Margarit conceived much of her work in bricklayers’ bars. He wrote in small notebooks, which accompanied him in his shirt pocket until the last day. In them, he found refuge when his daughter Joana died at the age of 30, due to a disability, to whom he dedicated some of his most beautiful verses, such as The eyes in the rearview mirror. “The peace that your slowness gives me,” he wrote about her, “that is within me.”

But perhaps the great recognitions came too late. He received the National Poetry Prize and that of the Generalitat of Catalonia in 2008 and the Reina Sofía Poetry Prize and the Cervantes Prize in 2019. The same year that the poet deposited his legacy in the Caja de las Letras.

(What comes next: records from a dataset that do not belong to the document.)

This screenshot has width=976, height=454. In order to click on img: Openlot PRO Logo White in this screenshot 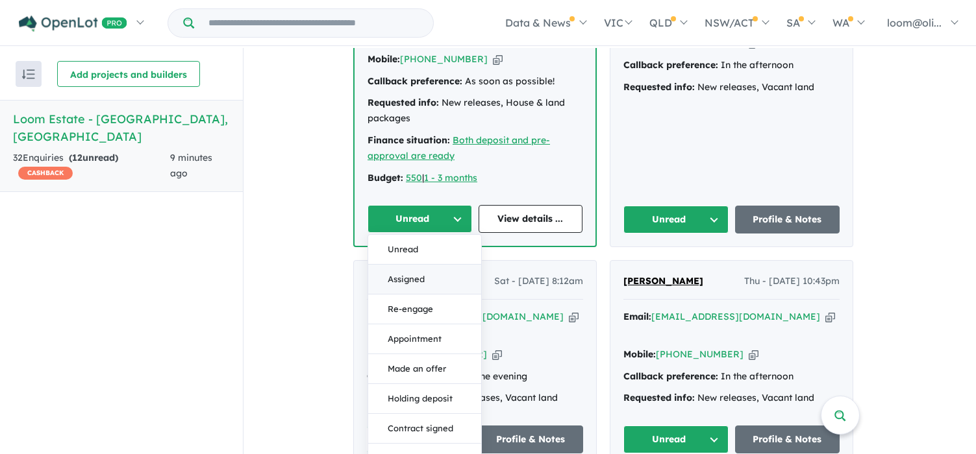, I will do `click(73, 23)`.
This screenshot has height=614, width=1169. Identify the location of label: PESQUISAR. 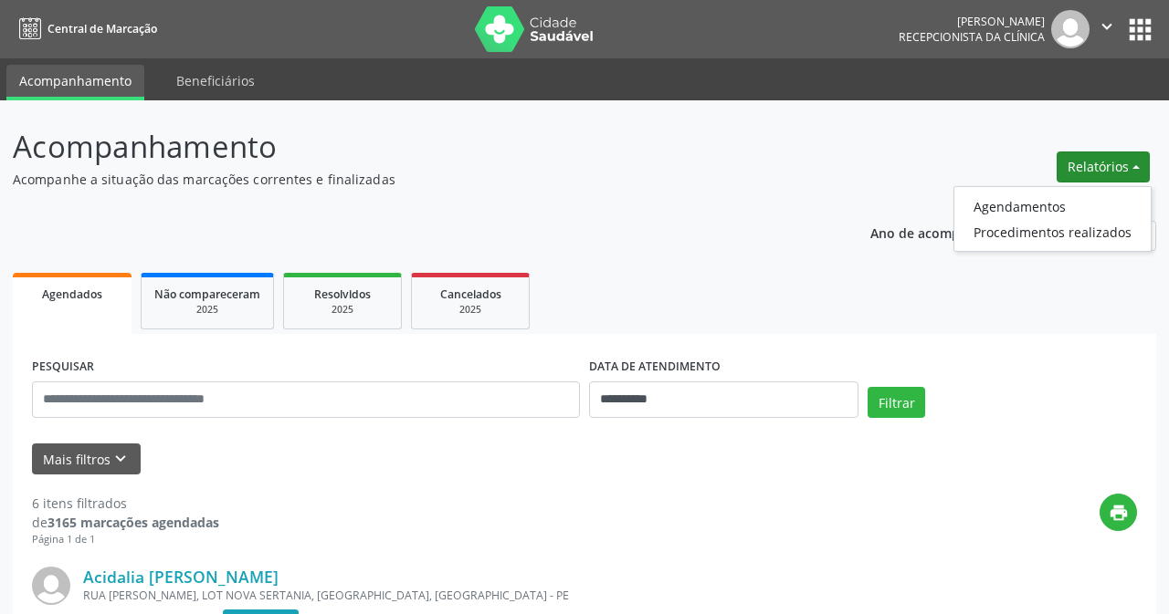
(63, 367).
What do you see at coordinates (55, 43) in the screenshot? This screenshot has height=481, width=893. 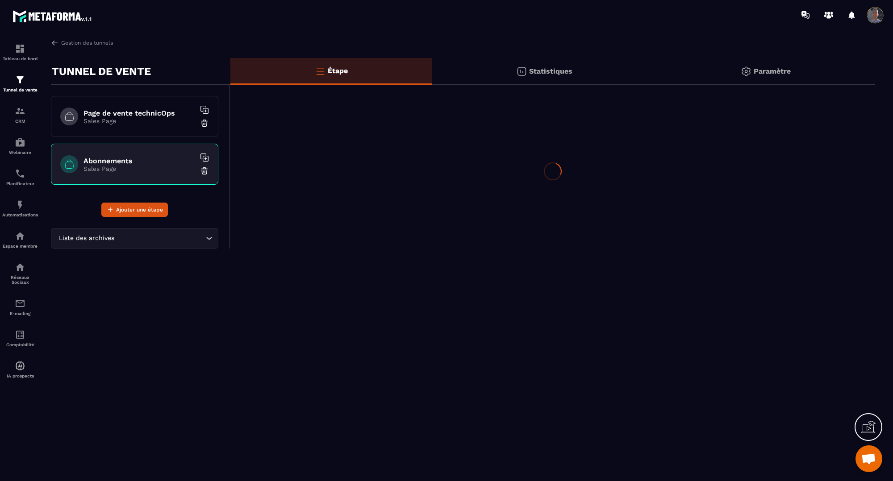 I see `img: arrow` at bounding box center [55, 43].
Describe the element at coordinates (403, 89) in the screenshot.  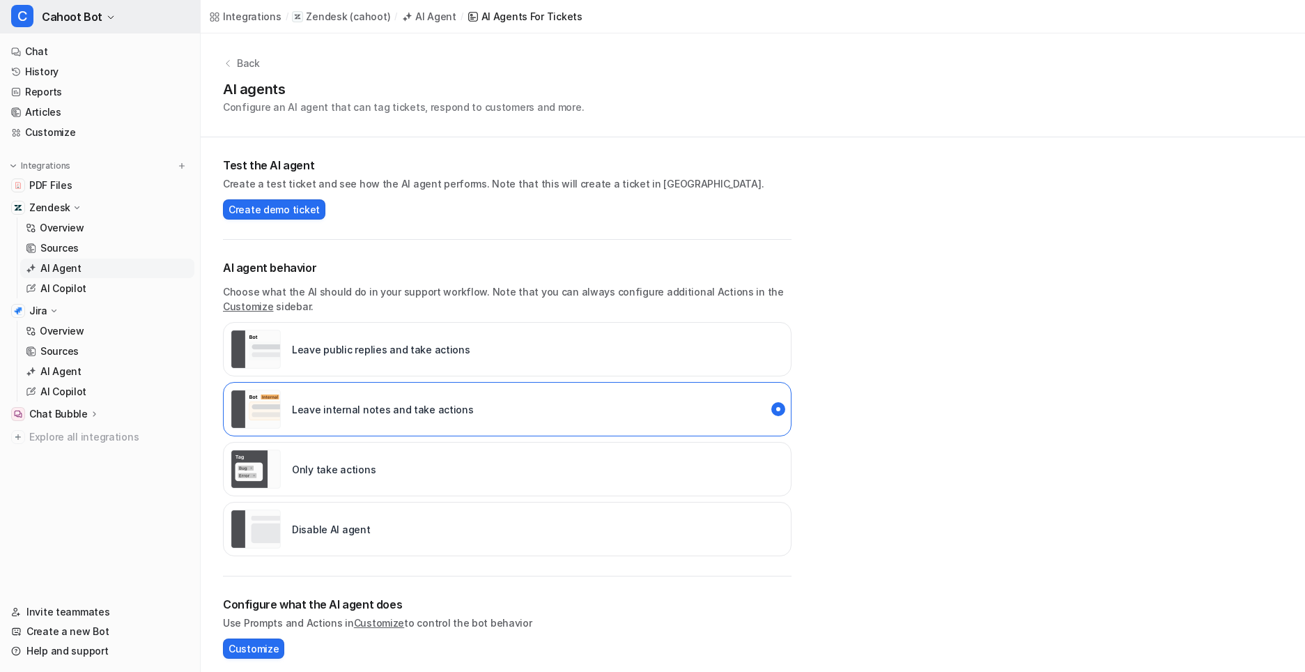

“I will leave loving you and something of mine will try to return,” Ana Belén concludes, with the last verse of the penultimate poem of her posthumous book. forest animal (Poetry Viewer, 2021). Death was present throughout his work. And he said that “making a poem is much more difficult than dying.” Although, curiously, according to his daughter, he wrote his best verses when he saw that darkness was already close.